No one replies. Not the punters; not the short, red-faced, moustached person nursing a pint behind the bar whom I take to be the landlord.
‘Sorry. I mean, err, any chance of a drink?’
Still no reply. Maybe none of them speak English. Maybe their tongues have been bred away over centuries of incestuous impropriety. Maybe they’ve just killed the landlord, robbed his takings for the evening and are having a quick celebratory round before escaping into the Welsh night.
‘I’m looking for my wife. Her name’s Isabel.’
Silence. Absolute silence.
‘Well, do you have a room for the night?’ I ask, very slowly and clearly.
‘No,’ says another short, red-faced man with a moustache, this one leaning against a fruit machine.
‘Oh right, not to worry then,’ I hear myself reply, before turning tail and walking out. Far too polite. Don’t know why they have to be so rude. I wouldn’t be if they came to my village and asked for a pint. As the door closes behind me, I hear them all whispering, but I decide it isn’t worth another confrontation.
Wednesday 25 April
Vintage Porsches are not good places to spend a night. They aren’t well insulated. They aren’t generous in the legroom department. I very nearly died in the small hours when I woke with a dead leg, attempted to resuscitate it and skewered my testicles on the unnecessarily pointy handbrake. I didn’t really sleep again after that, and by half eight I was standing cold and wretched outside the only teashop in the village. It was supposed to open at nine but the curtains only began to twitch at twenty past.
‘Morning, love,’ said the tea lady. ‘Sorry to have kept you.’
‘Morning.’ At least she was friendly.
‘Now what’s an Englishman like you doing in a Welsh place like this?’
I explained.
‘Oh, how sweet. You’ll need to talk to the park ranger about that. He’s in charge of all them volunteer projects.’
‘Oh right, where can I find him?’
‘In his house up on that mountain. Or in his hut up on that mountain. Or somewhere in between. He’s always wandering around, is our park ranger. More cake, dear?’

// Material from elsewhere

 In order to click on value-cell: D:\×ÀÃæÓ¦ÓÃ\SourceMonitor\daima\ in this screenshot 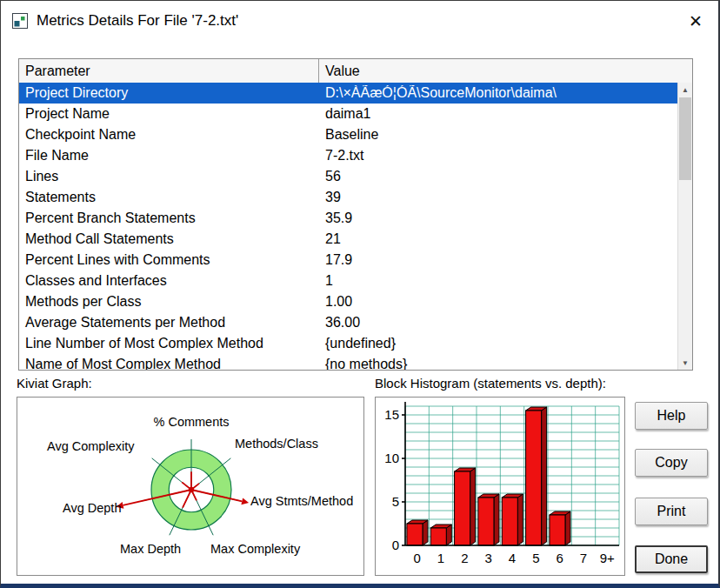, I will do `click(498, 93)`.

It appeared that there wasn’t a dry-stone wall headquarters in the village.
‘No thanks…you don’t have his mobile number, do you?’
‘Of course, dear, but I’m not going to give it to you.’
‘Oh right.’
‘There’d be no point, my dearest. No reception, you see. We had it for a while, you see. But then it went.’
‘Oh right.’
‘Shall I tell you why?’
‘Umm, well, I’d really better be—’
‘UFOs.’
‘I’m sorry?’
‘We had one here, you see. Gwill, who runs the pub, he saw it clear as day. Even though it was night. Hovering, it was. Then after that, it went. Whooosh. Gone. Just like that.’
‘Right.’
‘You don’t believe in UFOs?’
‘Well—’
‘You see, that’s what the authorities want you to think. They came here, men in radiation suits and everything. Examined Gwill. Like ET, it was. Then they left. And from that day on, no mobile reception.’

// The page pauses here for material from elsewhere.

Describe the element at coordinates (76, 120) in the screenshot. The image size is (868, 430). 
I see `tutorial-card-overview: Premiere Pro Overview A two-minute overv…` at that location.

As she finished, the door swung open and a short man with a red face and a moustache walked in on a gust of icy wind. I couldn’t be certain if he was one of the men from the pub.
&nb
sp; ‘Not talking nonsense about UFOs again, are you, Ceri?’

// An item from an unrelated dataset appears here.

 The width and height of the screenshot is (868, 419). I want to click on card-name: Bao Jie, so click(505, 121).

‘Yes, as a matter of fact I was. You should have seen his face.’
And they both burst out laughing.
‘I’m sorry, son. She likes a good wind-up, does Ceri.’
‘Can I have the ranger’s number, then?’
‘He doesn’t have one. No reception round here, as I said. More cake?’
‘No thanks, I’d better head off to his house.’
‘Or his hut.’
‘Or somewhere in between.’
And they both burst out laughing again.
I drive the stupid Porsche as far up the stupid single track as I can, then abandon it and start walking in the direction the hilarious tea lady pointed. After two hours, the only good thing that has happened is that I’ve reached the top of the mountain. On the other hand, the bad things that have happened are many and varied: it has started raining again, then hailing, then raining and hailing at the same time. I am wearing jeans and a wool-mix three-quarter-length coat, both of which are waterlogged and have tripled in weight; I smell of sheep; and then I realise the top of the mountain isn’t the real top. It’s only a pretend one.
By early afternoon, after three more false summits, and one quite extensive man-cry when I fall headfirst into a stream, I find the ranger’s house. It’s a hundred yards off a B-road that I could have driven up if the tea lady hadn’t implied I had to walk.